With only four weeks left in the season, this situation leaves drivers feeling they are playing a kind of restrictor plate roulette.

The restrictor plate tends to produce large packs of cars going the same speed. One bobbles, they all bobble producing multi-car crashes, and running up front provides little protection.

"If you look at history, the wreck always starts from fourth place to fifth, sixth or seventh place," driver Jeff Burton said. "So when you're running well you get in the wreck."

Drivers speak of these restrictor plate induced accidents as inevitable. One or two of these piles-ups can rearrange the point standings. This year because of the rescheduling of the Pepsi 400 due to the Florida wild fires, Daytona will follow Talladega.

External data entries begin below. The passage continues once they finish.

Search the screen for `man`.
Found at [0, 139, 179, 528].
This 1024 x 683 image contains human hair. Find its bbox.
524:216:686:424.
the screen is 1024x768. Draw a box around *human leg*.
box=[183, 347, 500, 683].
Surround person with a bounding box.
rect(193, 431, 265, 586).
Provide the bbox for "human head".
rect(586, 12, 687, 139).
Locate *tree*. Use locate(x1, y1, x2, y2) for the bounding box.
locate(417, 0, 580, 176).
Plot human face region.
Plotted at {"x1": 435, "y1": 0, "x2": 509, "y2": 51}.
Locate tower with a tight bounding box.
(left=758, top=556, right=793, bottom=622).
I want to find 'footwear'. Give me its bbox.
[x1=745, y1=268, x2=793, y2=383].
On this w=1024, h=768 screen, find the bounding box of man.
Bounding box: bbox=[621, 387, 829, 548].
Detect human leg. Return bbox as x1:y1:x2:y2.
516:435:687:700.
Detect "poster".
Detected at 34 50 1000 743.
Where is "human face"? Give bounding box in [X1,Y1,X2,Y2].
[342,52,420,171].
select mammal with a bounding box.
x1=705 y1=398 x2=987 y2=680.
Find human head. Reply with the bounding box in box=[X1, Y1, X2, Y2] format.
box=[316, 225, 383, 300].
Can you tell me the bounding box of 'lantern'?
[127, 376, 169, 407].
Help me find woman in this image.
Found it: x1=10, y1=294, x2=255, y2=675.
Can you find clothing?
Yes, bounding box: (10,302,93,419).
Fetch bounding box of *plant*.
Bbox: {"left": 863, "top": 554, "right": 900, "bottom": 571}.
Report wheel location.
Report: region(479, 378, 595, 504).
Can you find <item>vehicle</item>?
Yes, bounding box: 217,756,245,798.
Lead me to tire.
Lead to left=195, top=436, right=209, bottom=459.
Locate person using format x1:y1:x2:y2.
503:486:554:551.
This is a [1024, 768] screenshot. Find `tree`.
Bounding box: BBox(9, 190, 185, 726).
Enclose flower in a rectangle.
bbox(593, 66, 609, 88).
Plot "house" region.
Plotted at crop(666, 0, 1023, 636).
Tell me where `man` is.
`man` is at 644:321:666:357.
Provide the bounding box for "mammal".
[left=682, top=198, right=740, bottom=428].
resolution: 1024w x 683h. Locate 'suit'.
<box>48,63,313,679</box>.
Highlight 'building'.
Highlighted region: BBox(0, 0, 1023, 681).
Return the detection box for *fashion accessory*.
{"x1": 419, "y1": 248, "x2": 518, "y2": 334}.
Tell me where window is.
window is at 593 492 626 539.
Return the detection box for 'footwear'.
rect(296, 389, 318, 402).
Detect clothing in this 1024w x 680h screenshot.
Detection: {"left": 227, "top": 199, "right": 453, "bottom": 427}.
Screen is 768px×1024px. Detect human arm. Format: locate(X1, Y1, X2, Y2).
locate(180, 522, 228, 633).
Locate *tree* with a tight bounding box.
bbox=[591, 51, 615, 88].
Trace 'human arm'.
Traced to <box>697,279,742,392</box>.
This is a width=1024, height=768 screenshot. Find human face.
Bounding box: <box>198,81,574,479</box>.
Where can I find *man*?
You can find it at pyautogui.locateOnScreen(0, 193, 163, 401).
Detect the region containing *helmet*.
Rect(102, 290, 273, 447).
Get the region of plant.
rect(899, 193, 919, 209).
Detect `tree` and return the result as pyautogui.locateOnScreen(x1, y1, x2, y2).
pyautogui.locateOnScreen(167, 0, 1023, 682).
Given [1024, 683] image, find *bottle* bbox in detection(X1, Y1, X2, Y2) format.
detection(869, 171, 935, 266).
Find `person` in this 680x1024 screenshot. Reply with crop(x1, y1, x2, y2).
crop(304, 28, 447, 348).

Jeff Gordon and Mark Martin are a decisive one and two now, but will they be in two weeks?

"I'd hate to be Jeff or Mark Martin right now going to Talladega and going to Daytona," driver Ricky Rudd said. "Not that they are bad races, but in a points battle you don't have a lot of control."

"With these two races back to back, I'm sure it's going to put a lot of stress on everybody these last couple of weeks," driver Bobby Labonte said.

The guy at the top puts a good spin on his tendency to not spin out.

"I think of those tracks as being positive for us," driver Jeff Gordon said. "Those are good race tracks for us, we run well there."

"To do them back to back is difficult because most teams only have one good speedway car," Burton said. "If you go to Talladega and wreck it, you go to Daytona with a car that is not as good."

The revised schedule may not be fair to the front runners, but it does bring a certain element of doubt about whether the season championship race is going to be a Jeff Gordon runaway.